Improving Repeatability and Auditability with Continuous Delivery

Billy Korando
97 Things
Published in
3 min readFeb 23, 2020

Handcrafting is valued because of the time and effort involved and small imperfections which give character and uniqueness. While these qualities might be valued in food, furniture, or art, when it comes to delivering code these qualities are serious impediments to an organization’s success.

Humans are not well suited to performing repetitive tasks. No matter how detail-oriented a person might be, mistakes happen when performing the series of complex steps required to deploy an application. A step might be skipped, run in the wrong environment, or otherwise performed incorrectly, leading to a deployment failure.

When deployment failures happen, a considerable amount of time can be spent investigating what went wrong. This investigative process is hindered as manual processes often lack a central point of control and can be opaque. When a root cause is determined, the typical resolution is to add more layers of control to prevent the problem from happening again, but this usually only succeeds in making the deployment process more complicated and painful!

Organizations struggling to deliver code is not new, so to address this organizations have begun to migrate to Continuous Delivery (CD). CD is an approach of automating the steps of delivering code to production. From the time when a developer commits a change to when that change is deployed to production, any step that can be automated should be — testing, change control, the process of deployment, etc.

When migrating to CD, a primary motivation is to reduce the time and effort required to deploy code. While reduced time and effort are significant advantages to CD, they aren’t the only ones! CD also improves the repeatability and auditability of your deployment process. Here is why should care about these qualities:

Repeatable

Automating the steps to deploy code means scripting each step so that it can be executed by a computer instead of a human. This greatly improves the repeatability of the deployment process as computers excel at performing repetitive tasks.

A repeatable process is inherently less risky, which can encourage organizations to release more often and with smaller changesets. This can lead to second order benefits of targeting a release to fix specific issues, such as performance. A release can contain only performance changes, which can make it possible to measure if those changes improved, degraded, or had no impact on performance.

Auditable

Automating deployments greatly improves transparency, which naturally improves auditability. The scripts used to execute steps and values supplied to them can be stored in version control allowing for easy review. Automated deployments can also generate reports which can also help with auditing. The improved auditability of the deployment process is what moves CD from a niche concept for start-ups and non-mission critical applications to essential in even the most tightly regulated and controlled industries.

When I first heard about CD I found the deployments on demand concept intoxicating. After reading Continuous Delivery by Jez Humble and David Farley I learnt that the reduced time and effort are in many ways secondary to the repeatability and auditability that CD offered. If your organization has been struggling to deliver code to production, I hope this can help build your case to management for why you should switch to CD.

--

--

Billy Korando
97 Things

Developer Advocate with @IBM. International speaker. Opinions are my own.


▶ **Work order**
All the entries below should be reproduced exactly.

▶ **Information provided**
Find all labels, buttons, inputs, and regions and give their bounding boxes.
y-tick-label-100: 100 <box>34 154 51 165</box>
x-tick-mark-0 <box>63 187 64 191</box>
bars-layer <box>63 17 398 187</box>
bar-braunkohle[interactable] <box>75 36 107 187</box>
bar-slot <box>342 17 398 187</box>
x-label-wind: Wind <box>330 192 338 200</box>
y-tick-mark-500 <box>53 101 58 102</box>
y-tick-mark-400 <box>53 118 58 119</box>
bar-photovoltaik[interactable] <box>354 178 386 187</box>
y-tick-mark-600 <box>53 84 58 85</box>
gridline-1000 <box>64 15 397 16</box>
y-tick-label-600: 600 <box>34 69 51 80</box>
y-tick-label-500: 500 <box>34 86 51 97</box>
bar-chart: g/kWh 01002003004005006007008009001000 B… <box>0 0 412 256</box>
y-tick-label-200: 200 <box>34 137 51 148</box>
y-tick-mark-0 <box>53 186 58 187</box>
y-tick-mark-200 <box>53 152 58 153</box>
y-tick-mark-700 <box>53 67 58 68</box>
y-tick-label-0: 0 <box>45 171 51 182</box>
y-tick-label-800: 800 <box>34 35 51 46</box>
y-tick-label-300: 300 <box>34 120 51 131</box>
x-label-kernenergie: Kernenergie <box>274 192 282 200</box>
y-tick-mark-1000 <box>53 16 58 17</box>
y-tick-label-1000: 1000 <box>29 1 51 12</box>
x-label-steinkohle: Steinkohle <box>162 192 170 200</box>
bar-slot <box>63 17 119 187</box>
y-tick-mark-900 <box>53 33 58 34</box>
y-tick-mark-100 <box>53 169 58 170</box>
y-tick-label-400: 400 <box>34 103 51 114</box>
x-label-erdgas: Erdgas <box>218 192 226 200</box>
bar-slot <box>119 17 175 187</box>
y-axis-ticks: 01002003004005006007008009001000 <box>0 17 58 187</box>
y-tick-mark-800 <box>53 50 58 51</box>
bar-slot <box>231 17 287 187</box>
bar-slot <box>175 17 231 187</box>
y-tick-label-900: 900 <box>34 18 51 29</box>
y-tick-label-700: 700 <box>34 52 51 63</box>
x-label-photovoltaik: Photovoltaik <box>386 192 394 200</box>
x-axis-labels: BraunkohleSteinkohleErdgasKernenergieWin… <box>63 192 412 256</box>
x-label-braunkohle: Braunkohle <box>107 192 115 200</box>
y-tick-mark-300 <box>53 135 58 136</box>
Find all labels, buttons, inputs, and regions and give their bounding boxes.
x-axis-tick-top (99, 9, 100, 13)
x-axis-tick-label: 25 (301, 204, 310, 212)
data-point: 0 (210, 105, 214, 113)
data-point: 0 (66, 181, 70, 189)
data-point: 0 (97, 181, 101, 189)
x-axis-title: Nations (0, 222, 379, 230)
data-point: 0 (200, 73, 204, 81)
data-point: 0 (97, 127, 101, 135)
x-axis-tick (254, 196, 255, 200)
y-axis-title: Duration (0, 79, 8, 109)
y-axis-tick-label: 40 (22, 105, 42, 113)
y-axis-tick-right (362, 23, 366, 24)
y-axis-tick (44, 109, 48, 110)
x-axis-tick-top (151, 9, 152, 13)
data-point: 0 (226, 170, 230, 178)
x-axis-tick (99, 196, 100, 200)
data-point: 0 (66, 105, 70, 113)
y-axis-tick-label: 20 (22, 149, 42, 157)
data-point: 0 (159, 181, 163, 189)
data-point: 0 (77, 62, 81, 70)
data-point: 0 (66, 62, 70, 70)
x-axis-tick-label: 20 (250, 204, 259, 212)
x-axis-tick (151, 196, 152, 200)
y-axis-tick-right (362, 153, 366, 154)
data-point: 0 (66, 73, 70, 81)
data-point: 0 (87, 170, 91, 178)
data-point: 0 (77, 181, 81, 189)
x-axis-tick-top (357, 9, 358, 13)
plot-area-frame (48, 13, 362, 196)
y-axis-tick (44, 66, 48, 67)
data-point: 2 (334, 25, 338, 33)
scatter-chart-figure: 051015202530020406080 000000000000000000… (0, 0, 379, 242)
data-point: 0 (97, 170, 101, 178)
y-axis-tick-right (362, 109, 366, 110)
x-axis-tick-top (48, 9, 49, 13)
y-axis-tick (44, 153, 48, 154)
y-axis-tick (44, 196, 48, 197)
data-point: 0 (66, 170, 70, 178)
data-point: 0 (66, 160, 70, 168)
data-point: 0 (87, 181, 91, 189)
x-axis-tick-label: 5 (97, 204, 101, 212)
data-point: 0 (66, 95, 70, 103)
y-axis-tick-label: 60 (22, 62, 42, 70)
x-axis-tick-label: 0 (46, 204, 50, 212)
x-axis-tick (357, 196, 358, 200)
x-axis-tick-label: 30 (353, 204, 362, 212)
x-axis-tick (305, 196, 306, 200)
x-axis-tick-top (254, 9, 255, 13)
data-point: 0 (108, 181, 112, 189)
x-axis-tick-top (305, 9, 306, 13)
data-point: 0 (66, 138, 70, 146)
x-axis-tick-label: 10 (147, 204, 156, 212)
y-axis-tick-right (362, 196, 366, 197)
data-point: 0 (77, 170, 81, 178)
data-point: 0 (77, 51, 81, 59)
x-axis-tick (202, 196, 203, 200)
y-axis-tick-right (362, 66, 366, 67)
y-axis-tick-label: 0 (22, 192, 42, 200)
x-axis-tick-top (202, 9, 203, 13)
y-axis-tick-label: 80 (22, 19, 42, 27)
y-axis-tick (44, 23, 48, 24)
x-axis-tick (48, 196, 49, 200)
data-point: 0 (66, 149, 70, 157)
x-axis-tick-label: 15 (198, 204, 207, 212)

▶ **Answer area**
Find all labels, buttons, inputs, and regions and give their bounding boxes.
y-tick-label-100: 100 <box>34 154 51 165</box>
x-tick-mark-0 <box>63 187 64 191</box>
bars-layer <box>63 17 398 187</box>
bar-braunkohle[interactable] <box>75 36 107 187</box>
bar-slot <box>342 17 398 187</box>
x-label-wind: Wind <box>330 192 338 200</box>
y-tick-mark-500 <box>53 101 58 102</box>
y-tick-mark-400 <box>53 118 58 119</box>
bar-photovoltaik[interactable] <box>354 178 386 187</box>
y-tick-mark-600 <box>53 84 58 85</box>
gridline-1000 <box>64 15 397 16</box>
y-tick-label-600: 600 <box>34 69 51 80</box>
y-tick-label-500: 500 <box>34 86 51 97</box>
bar-chart: g/kWh 01002003004005006007008009001000 B… <box>0 0 412 256</box>
y-tick-label-200: 200 <box>34 137 51 148</box>
y-tick-mark-0 <box>53 186 58 187</box>
y-tick-mark-200 <box>53 152 58 153</box>
y-tick-mark-700 <box>53 67 58 68</box>
y-tick-label-0: 0 <box>45 171 51 182</box>
y-tick-label-800: 800 <box>34 35 51 46</box>
y-tick-label-300: 300 <box>34 120 51 131</box>
x-label-kernenergie: Kernenergie <box>274 192 282 200</box>
y-tick-mark-1000 <box>53 16 58 17</box>
y-tick-label-1000: 1000 <box>29 1 51 12</box>
x-label-steinkohle: Steinkohle <box>162 192 170 200</box>
bar-slot <box>63 17 119 187</box>
y-tick-mark-900 <box>53 33 58 34</box>
y-tick-mark-100 <box>53 169 58 170</box>
y-tick-label-400: 400 <box>34 103 51 114</box>
x-label-erdgas: Erdgas <box>218 192 226 200</box>
bar-slot <box>119 17 175 187</box>
y-axis-ticks: 01002003004005006007008009001000 <box>0 17 58 187</box>
y-tick-mark-800 <box>53 50 58 51</box>
bar-slot <box>231 17 287 187</box>
bar-slot <box>175 17 231 187</box>
y-tick-label-900: 900 <box>34 18 51 29</box>
y-tick-label-700: 700 <box>34 52 51 63</box>
x-label-photovoltaik: Photovoltaik <box>386 192 394 200</box>
x-axis-labels: BraunkohleSteinkohleErdgasKernenergieWin… <box>63 192 412 256</box>
x-label-braunkohle: Braunkohle <box>107 192 115 200</box>
y-tick-mark-300 <box>53 135 58 136</box>
Find all labels, buttons, inputs, and regions and give their bounding boxes.
x-axis-tick-top (99, 9, 100, 13)
x-axis-tick-label: 25 (301, 204, 310, 212)
data-point: 0 (210, 105, 214, 113)
data-point: 0 (66, 181, 70, 189)
data-point: 0 (97, 181, 101, 189)
x-axis-title: Nations (0, 222, 379, 230)
data-point: 0 (200, 73, 204, 81)
data-point: 0 (97, 127, 101, 135)
x-axis-tick (254, 196, 255, 200)
y-axis-title: Duration (0, 79, 8, 109)
y-axis-tick-label: 40 (22, 105, 42, 113)
y-axis-tick-right (362, 23, 366, 24)
y-axis-tick (44, 109, 48, 110)
x-axis-tick-top (151, 9, 152, 13)
data-point: 0 (226, 170, 230, 178)
x-axis-tick (99, 196, 100, 200)
data-point: 0 (66, 105, 70, 113)
y-axis-tick-label: 20 (22, 149, 42, 157)
data-point: 0 (159, 181, 163, 189)
data-point: 0 (77, 62, 81, 70)
data-point: 0 (66, 62, 70, 70)
x-axis-tick-label: 20 (250, 204, 259, 212)
x-axis-tick (151, 196, 152, 200)
y-axis-tick-right (362, 153, 366, 154)
data-point: 0 (66, 73, 70, 81)
data-point: 0 (87, 170, 91, 178)
data-point: 0 (77, 181, 81, 189)
x-axis-tick-top (357, 9, 358, 13)
plot-area-frame (48, 13, 362, 196)
y-axis-tick (44, 66, 48, 67)
data-point: 2 (334, 25, 338, 33)
scatter-chart-figure: 051015202530020406080 000000000000000000… (0, 0, 379, 242)
data-point: 0 (97, 170, 101, 178)
y-axis-tick-right (362, 109, 366, 110)
x-axis-tick-top (48, 9, 49, 13)
y-axis-tick (44, 153, 48, 154)
y-axis-tick (44, 196, 48, 197)
data-point: 0 (66, 170, 70, 178)
data-point: 0 (66, 160, 70, 168)
data-point: 0 (87, 181, 91, 189)
x-axis-tick-label: 5 (97, 204, 101, 212)
data-point: 0 (66, 95, 70, 103)
y-axis-tick-label: 60 (22, 62, 42, 70)
x-axis-tick-label: 0 (46, 204, 50, 212)
x-axis-tick (357, 196, 358, 200)
x-axis-tick-label: 30 (353, 204, 362, 212)
x-axis-tick (305, 196, 306, 200)
x-axis-tick-top (254, 9, 255, 13)
data-point: 0 (108, 181, 112, 189)
x-axis-tick-top (305, 9, 306, 13)
data-point: 0 (66, 138, 70, 146)
x-axis-tick-label: 10 (147, 204, 156, 212)
y-axis-tick-right (362, 196, 366, 197)
data-point: 0 (77, 170, 81, 178)
data-point: 0 (77, 51, 81, 59)
x-axis-tick (202, 196, 203, 200)
y-axis-tick-right (362, 66, 366, 67)
y-axis-tick-label: 0 (22, 192, 42, 200)
x-axis-tick-top (202, 9, 203, 13)
y-axis-tick-label: 80 (22, 19, 42, 27)
y-axis-tick (44, 23, 48, 24)
x-axis-tick (48, 196, 49, 200)
data-point: 0 (66, 149, 70, 157)
x-axis-tick-label: 15 (198, 204, 207, 212)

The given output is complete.